Sorry, Martin O’Malley. Band-Aids Don’t Fix Bullet Holes.

<a href="https://www.youtube.com/watch?v=QcIy9NiNbmo">Screenshot from Bad Blood music video</a>


Martin O’Malley’s bid to win the Democratic presidential nomination isn’t going so swell. The former Maryland governor is hovering around 1 percent in most polls. So he went on ABC’s The View Tuesday morning with the hopes of showing that he’s hip with the youths. Guitar in lap, O’Malley noted that Katy Perry will be performing at a Hillary Clinton rally in Iowa this weekend, so O’Malley performed a rendition of Taylor Swift’s “Bad Blood” in response.

Normally this would be filed away as the typical TV stunt of a candidate desperate for attention as his campaign flounders. But O’Malley subtly indicated that he has strong feelings on one of the great questions of our time: Is “Bad Blood” a scathing diss track aimed at Perry?
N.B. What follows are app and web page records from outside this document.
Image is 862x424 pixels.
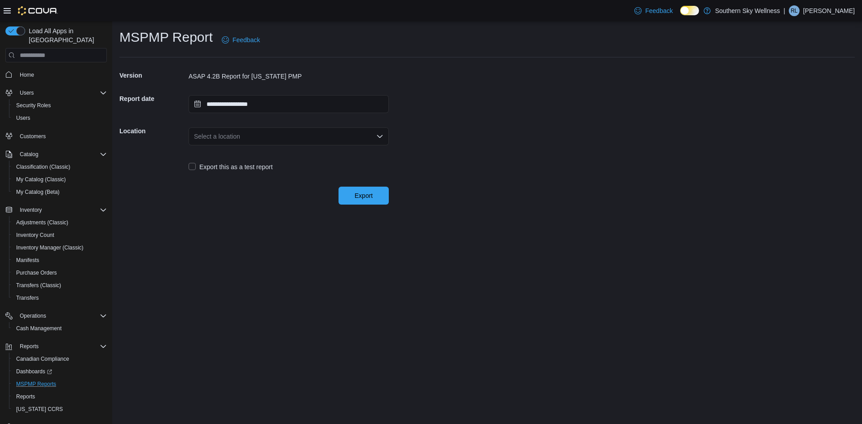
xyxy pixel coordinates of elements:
h1: MSPMP Report [119,28,213,46]
a: Users [13,113,34,123]
span: My Catalog (Classic) [16,176,66,183]
span: Adjustments (Classic) [13,217,107,228]
a: Purchase Orders [13,267,61,278]
span: Transfers (Classic) [13,280,107,291]
a: My Catalog (Classic) [13,174,70,185]
p: [PERSON_NAME] [803,5,855,16]
span: Operations [16,311,107,321]
span: [US_STATE] CCRS [16,406,63,413]
span: Inventory [20,206,42,214]
button: Home [2,68,110,81]
span: Customers [20,133,46,140]
span: Home [20,71,34,79]
span: RL [790,5,797,16]
a: Reports [13,391,39,402]
button: Reports [2,340,110,353]
a: Inventory Manager (Classic) [13,242,87,253]
span: Canadian Compliance [16,355,69,363]
button: Catalog [2,148,110,161]
button: Operations [16,311,50,321]
a: Feedback [218,31,263,49]
button: Transfers (Classic) [9,279,110,292]
button: Manifests [9,254,110,267]
span: MSPMP Reports [16,381,56,388]
span: Security Roles [16,102,51,109]
p: Southern Sky Wellness [715,5,780,16]
span: Reports [20,343,39,350]
span: Classification (Classic) [13,162,107,172]
button: Export [338,187,389,205]
button: Inventory [16,205,45,215]
span: Cash Management [13,323,107,334]
span: Security Roles [13,100,107,111]
span: Transfers (Classic) [16,282,61,289]
span: Manifests [16,257,39,264]
label: Export this as a test report [189,162,272,172]
span: Users [13,113,107,123]
a: Classification (Classic) [13,162,74,172]
button: Classification (Classic) [9,161,110,173]
a: MSPMP Reports [13,379,60,390]
span: Cash Management [16,325,61,332]
h5: Version [119,66,187,84]
button: My Catalog (Beta) [9,186,110,198]
span: Manifests [13,255,107,266]
span: Feedback [232,35,260,44]
button: [US_STATE] CCRS [9,403,110,416]
span: Purchase Orders [13,267,107,278]
button: Catalog [16,149,42,160]
a: Canadian Compliance [13,354,73,364]
span: Canadian Compliance [13,354,107,364]
span: My Catalog (Classic) [13,174,107,185]
div: Rowan Lopez [789,5,799,16]
span: Reports [13,391,107,402]
button: Security Roles [9,99,110,112]
span: Adjustments (Classic) [16,219,68,226]
a: Feedback [631,2,676,20]
span: Inventory Manager (Classic) [13,242,107,253]
button: Transfers [9,292,110,304]
span: Catalog [20,151,38,158]
button: Adjustments (Classic) [9,216,110,229]
button: Customers [2,130,110,143]
span: Export [355,191,373,200]
a: Inventory Count [13,230,58,241]
a: Customers [16,131,49,142]
button: Users [2,87,110,99]
span: Users [16,88,107,98]
button: Inventory Manager (Classic) [9,241,110,254]
span: Inventory Manager (Classic) [16,244,83,251]
span: My Catalog (Beta) [13,187,107,197]
span: Users [16,114,30,122]
a: Home [16,70,38,80]
span: Purchase Orders [16,269,57,276]
button: Reports [9,390,110,403]
p: | [783,5,785,16]
img: Cova [18,6,58,15]
a: Dashboards [13,366,56,377]
button: Purchase Orders [9,267,110,279]
span: Home [16,69,107,80]
h5: Location [119,122,187,140]
span: Feedback [645,6,672,15]
button: Inventory [2,204,110,216]
span: Dashboards [16,368,52,375]
span: Reports [16,341,107,352]
span: Washington CCRS [13,404,107,415]
span: Dashboards [13,366,107,377]
a: My Catalog (Beta) [13,187,63,197]
a: Dashboards [9,365,110,378]
a: Transfers (Classic) [13,280,65,291]
span: Users [20,89,34,96]
span: Transfers [16,294,39,302]
span: Operations [20,312,46,320]
input: Accessible screen reader label [194,131,195,142]
span: Load All Apps in [GEOGRAPHIC_DATA] [25,26,107,44]
a: Manifests [13,255,43,266]
button: MSPMP Reports [9,378,110,390]
button: Canadian Compliance [9,353,110,365]
a: Adjustments (Classic) [13,217,72,228]
a: Cash Management [13,323,65,334]
span: Customers [16,131,107,142]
When Taylor Swift dropped her album 1989 last year, “Bad Blood” received extra hype from the PR machine. This wasn’t the normal lovelorn tale of a Starbucks lover an ex-lover, but in fact a yarn about beef between Swift and a rival pop megastar. In an interview with Rolling Stone, Swift detailed an off-and-on frenemy relationship with a female songstress she declined to name, saying that their iffy relationship eventually took a turn for the ugly. “She did something so horrible,” Swift said. “I was like, ‘Oh, we’re just straight-up enemies.’ And it wasn’t even about a guy! It had to do with business. She basically tried to sabotage an entire arena tour. She tried to hire a bunch of people out from under me. And I’m surprisingly non-confrontational—you would not believe how much I hate conflict. So now I have to avoid her. It’s awkward, and I don’t like it.”

Swift has since been less than steadfast to that explanation, hinting recently to GQ that she might have initially been lying and that it truly was about an ex-boyfriend. Swift’s friend Selena Gomez, who makes a cameo in the “Bad Blood” music video and would likely have inside knowledge, passed when a Bravo TV host recently asked if the song was about Perry.

While the world may never know the truth behind Swift’s inspiration for the song, O’Malley seems to be inserting himself into the supposed feud and siding with Swift. Whether Clinton follows Perry’s lead and responds with a diss track of her own remains to be seen.